In considering a more inclusive indicator of effective entrepreneurship – described as ‘created businesses’ or ‘took steps to start a business’ – similar results to those above (effective entrepreneurship propensity stricto sensu) were obtained with regard to entrepreneurial experience, entrepreneurial knowledge, gender, age, work experience and health as an area of study. In contrast, personal characteristics – attitudes to risk and creativity – emerged as positive influences, related significantly to entrepreneurial propensity. This indicates that students who have a higher risk behaviour – in other words, those who argue that they do not agree with the statement, ‘one should not start a business when there is a risk it might fail’, as well as those who tend to underrate job security and stability of employment and stable income to new venture creation, and do not fear the risk associated with new ventures – are, all other factors remaining constant, much more likely to have created or taken steps to create new businesses.

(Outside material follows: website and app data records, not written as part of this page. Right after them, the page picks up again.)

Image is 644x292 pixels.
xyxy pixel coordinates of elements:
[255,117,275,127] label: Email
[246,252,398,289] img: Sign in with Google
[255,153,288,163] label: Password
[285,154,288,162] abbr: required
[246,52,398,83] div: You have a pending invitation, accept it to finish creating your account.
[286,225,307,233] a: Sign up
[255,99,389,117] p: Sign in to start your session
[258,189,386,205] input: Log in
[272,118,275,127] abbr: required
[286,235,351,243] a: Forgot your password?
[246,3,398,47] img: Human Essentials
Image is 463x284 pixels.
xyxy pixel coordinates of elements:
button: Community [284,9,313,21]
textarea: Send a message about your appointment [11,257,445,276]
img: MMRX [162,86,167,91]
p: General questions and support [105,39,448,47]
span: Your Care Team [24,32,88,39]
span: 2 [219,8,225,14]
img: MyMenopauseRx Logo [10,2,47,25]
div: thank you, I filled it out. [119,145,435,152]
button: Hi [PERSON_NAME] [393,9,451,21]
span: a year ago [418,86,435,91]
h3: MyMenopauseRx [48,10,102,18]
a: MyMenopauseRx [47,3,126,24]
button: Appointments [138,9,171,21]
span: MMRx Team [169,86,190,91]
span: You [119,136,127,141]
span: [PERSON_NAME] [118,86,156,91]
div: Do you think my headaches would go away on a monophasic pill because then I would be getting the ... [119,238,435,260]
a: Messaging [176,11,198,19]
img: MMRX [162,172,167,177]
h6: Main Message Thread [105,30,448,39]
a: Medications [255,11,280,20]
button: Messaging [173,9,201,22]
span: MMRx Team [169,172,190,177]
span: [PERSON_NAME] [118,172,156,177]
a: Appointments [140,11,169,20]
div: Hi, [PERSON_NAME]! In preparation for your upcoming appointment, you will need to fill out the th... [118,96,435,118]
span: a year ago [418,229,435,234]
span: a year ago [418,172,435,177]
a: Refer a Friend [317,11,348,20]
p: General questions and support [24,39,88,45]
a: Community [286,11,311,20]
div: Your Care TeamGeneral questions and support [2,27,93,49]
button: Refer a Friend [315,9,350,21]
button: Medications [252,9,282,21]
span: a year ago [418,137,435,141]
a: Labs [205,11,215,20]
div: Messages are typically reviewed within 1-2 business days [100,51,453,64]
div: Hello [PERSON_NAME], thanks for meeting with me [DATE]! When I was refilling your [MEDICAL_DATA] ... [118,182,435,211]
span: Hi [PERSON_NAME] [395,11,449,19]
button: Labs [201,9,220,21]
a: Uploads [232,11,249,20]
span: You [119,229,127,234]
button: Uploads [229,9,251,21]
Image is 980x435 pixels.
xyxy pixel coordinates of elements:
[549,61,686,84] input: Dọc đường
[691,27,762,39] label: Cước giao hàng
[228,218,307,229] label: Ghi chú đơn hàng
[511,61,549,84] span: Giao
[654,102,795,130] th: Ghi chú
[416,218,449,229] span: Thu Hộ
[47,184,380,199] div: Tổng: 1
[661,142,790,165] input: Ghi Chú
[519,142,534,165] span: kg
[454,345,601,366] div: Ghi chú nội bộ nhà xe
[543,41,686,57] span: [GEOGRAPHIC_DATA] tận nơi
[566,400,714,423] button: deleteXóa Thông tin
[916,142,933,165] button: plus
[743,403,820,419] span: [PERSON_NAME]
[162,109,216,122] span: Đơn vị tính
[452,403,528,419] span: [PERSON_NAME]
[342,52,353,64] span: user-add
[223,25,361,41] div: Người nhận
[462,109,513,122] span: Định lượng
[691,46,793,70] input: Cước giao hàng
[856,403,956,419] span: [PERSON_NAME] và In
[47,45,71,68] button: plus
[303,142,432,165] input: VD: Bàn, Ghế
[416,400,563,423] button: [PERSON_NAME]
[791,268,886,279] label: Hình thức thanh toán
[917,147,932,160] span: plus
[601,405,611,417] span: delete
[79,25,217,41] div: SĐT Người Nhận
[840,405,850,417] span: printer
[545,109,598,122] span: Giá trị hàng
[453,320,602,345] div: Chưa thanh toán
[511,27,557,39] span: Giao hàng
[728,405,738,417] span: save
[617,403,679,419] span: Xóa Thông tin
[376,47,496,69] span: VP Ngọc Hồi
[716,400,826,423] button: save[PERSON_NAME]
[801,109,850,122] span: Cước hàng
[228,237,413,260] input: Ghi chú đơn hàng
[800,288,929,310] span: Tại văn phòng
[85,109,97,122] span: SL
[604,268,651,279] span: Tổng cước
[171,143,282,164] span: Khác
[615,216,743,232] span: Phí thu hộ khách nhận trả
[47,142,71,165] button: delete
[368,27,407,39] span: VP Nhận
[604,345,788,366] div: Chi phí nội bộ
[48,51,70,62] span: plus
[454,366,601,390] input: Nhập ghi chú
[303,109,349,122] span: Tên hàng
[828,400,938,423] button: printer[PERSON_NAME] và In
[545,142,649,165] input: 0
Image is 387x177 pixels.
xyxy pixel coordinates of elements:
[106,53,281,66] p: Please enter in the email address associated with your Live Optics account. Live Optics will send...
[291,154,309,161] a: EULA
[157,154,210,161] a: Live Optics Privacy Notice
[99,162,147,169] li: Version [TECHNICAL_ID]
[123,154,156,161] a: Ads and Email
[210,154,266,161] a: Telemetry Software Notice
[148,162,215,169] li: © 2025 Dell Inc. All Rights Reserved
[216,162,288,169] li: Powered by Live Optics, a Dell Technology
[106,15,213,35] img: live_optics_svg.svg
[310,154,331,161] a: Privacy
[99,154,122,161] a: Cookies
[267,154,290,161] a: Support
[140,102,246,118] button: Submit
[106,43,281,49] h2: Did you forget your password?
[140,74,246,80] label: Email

This corroborates the view that entrepreneurial ventures and risk propensity are closely related. These students also revealed higher levels of creativity – having ideas likely to become business opportunities. Personality traits (risk, creativity, need for achievement), competencies and familiarity with entrepreneurship (experience, knowledge, awareness and interest), formal education, demographic traits (gender and age), and contextual influences (work experience and role models in family and friends) are all factors that explain the entrepreneurial intentions of students. Furthermore, students who anticipated to a greater extent that their career would involve owning a business were, on average, more susceptible to risk, showing higher levels of creativity and familiarity with entrepreneurship issues. As in the case of effective entrepreneurship, male, older and more professionally experienced students tended to reveal (all else remaining constant) higher entrepreneurial intentions. In contrast to effective entrepreneurship, the role model emerges as
12
INDUSTRY & HIGHER EDUCATION October 2010
• Model 1: effective entrepreneurship stricto sensu (having created a business); • Model 2: effective entrepreneurship lato sensu (having created a business or taken steps to do so); and • Model 3: entrepreneurial intentions (seeing self-employment or starting a business as the most likely future career option).
Student attitudes to entrepreneurship in Portugal
Table 2. Determinants of students’ entrepreneurial propensity/intent.

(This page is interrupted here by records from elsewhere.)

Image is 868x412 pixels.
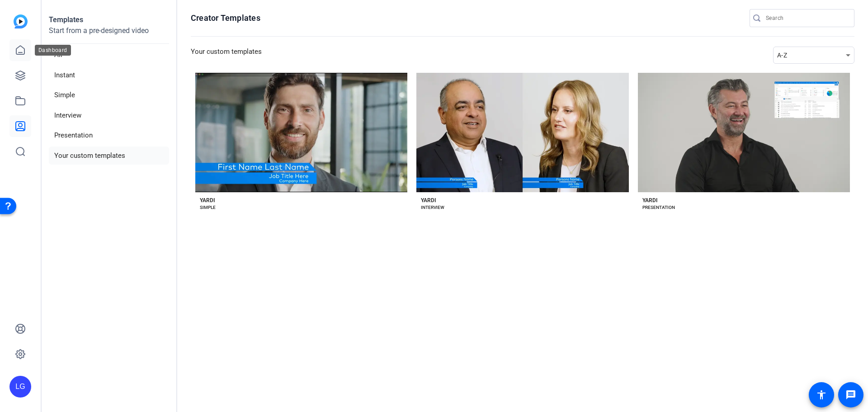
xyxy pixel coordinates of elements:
[638,73,850,193] button: Template image
[199,197,215,204] div: YARDI
[49,126,169,145] li: Presentation
[199,204,216,211] div: SIMPLE
[777,51,787,59] span: A-Z
[845,389,856,400] mat-icon: message
[421,204,445,211] div: INTERVIEW
[191,47,262,64] h3: Your custom templates
[49,86,169,104] li: Simple
[416,73,629,193] button: Template image
[49,46,169,64] li: All
[643,197,657,204] div: YARDI
[195,73,408,193] button: Template image
[49,66,169,84] li: Instant
[643,204,675,211] div: PRESENTATION
[191,13,260,23] h1: Creator Templates
[816,389,827,400] mat-icon: accessibility
[421,197,436,204] div: YARDI
[14,15,28,29] img: blue-gradient.svg
[49,107,169,125] li: Interview
[766,13,847,23] input: Search
[10,376,31,397] div: LG
[49,147,169,165] li: Your custom templates
[35,45,71,56] div: Dashboard
[49,25,169,44] p: Start from a pre-designed video
[49,16,83,24] strong: Templates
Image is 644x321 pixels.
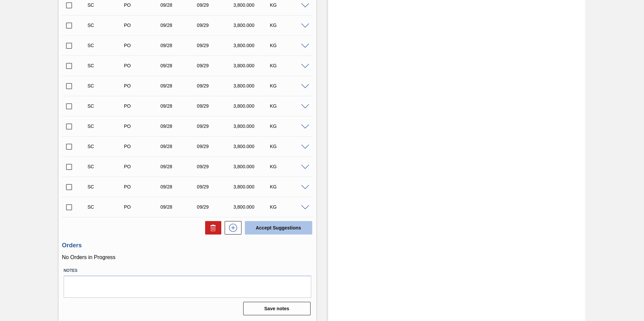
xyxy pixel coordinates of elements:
div: 09/28/2025 [159,43,200,48]
div: KG [268,43,309,48]
div: Purchase order [122,143,163,149]
div: Suggestion Created [86,204,127,210]
div: Purchase order [122,43,163,48]
div: KG [268,22,309,28]
div: 09/28/2025 [159,184,200,189]
div: 09/29/2025 [195,124,236,129]
div: Purchase order [122,22,163,28]
div: New suggestion [221,221,242,235]
div: Suggestion Created [86,164,127,170]
div: 3,800.000 [232,184,273,189]
div: 3,800.000 [232,164,273,170]
div: Suggestion Created [86,83,127,89]
button: Save notes [243,302,311,315]
div: Purchase order [122,83,163,89]
div: Purchase order [122,63,163,68]
div: Suggestion Created [86,143,127,149]
div: Purchase order [122,164,163,170]
div: Purchase order [122,103,163,109]
div: Purchase order [122,204,163,210]
div: KG [268,2,309,8]
div: 09/29/2025 [195,164,236,170]
div: KG [268,63,309,68]
div: 09/29/2025 [195,204,236,210]
div: 09/29/2025 [195,83,236,89]
div: Suggestion Created [86,63,127,68]
div: 09/29/2025 [195,43,236,48]
div: 09/28/2025 [159,63,200,68]
div: 09/28/2025 [159,103,200,109]
h3: Orders [62,243,313,249]
div: KG [268,83,309,89]
div: KG [268,184,309,189]
div: 09/29/2025 [195,2,236,8]
div: 09/28/2025 [159,2,200,8]
div: Purchase order [122,2,163,8]
div: Suggestion Created [86,22,127,28]
div: KG [268,103,309,109]
div: 09/29/2025 [195,22,236,28]
div: 3,800.000 [232,143,273,149]
div: 3,800.000 [232,22,273,28]
div: 3,800.000 [232,103,273,109]
div: 09/29/2025 [195,103,236,109]
div: 09/28/2025 [159,164,200,170]
div: 09/29/2025 [195,63,236,68]
div: 3,800.000 [232,124,273,129]
div: KG [268,204,309,210]
div: Suggestion Created [86,184,127,189]
div: 09/28/2025 [159,204,200,210]
div: Suggestion Created [86,103,127,109]
div: 3,800.000 [232,83,273,89]
button: Accept Suggestions [245,221,312,235]
div: 09/28/2025 [159,22,200,28]
div: 09/28/2025 [159,83,200,89]
div: 09/28/2025 [159,143,200,149]
div: Purchase order [122,184,163,189]
p: No Orders in Progress [62,254,313,261]
div: 3,800.000 [232,2,273,8]
div: 3,800.000 [232,204,273,210]
div: 09/29/2025 [195,184,236,189]
div: KG [268,124,309,129]
div: KG [268,143,309,149]
div: 09/29/2025 [195,143,236,149]
div: KG [268,164,309,170]
div: Suggestion Created [86,43,127,48]
div: Suggestion Created [86,124,127,129]
div: 09/28/2025 [159,124,200,129]
div: Accept Suggestions [242,220,313,235]
div: 3,800.000 [232,63,273,68]
div: Suggestion Created [86,2,127,8]
label: Notes [63,266,312,276]
div: Delete Suggestions [202,221,221,235]
div: 3,800.000 [232,43,273,48]
div: Purchase order [122,124,163,129]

Individual Demographic traits: Gender (female=1; male=0) Age Personality traits: Risky Creativity Need for achievement Work experience Entrepreneurial experience Education Entrepreneurial competencies and view of entrepreneurship: Entrepreneurial knowledge Entrepreneurial awareness Entrepreneurial interest Degree: Master’s + MBA PhD Area of study (default area – technology): Sciences Health Agriculture and natural resources Architecture, arts and design Education Law and social sciences Economics and business Humanities Sports and performing arts Type of higher education: Public versus private (public=1; private=0) University versus polytechnic (uni=1; poly=0) Contextual Role model (family & friends) Region (default region – North): Centre Lisbon Alentjo Algarve Islands (Azores and Madeira)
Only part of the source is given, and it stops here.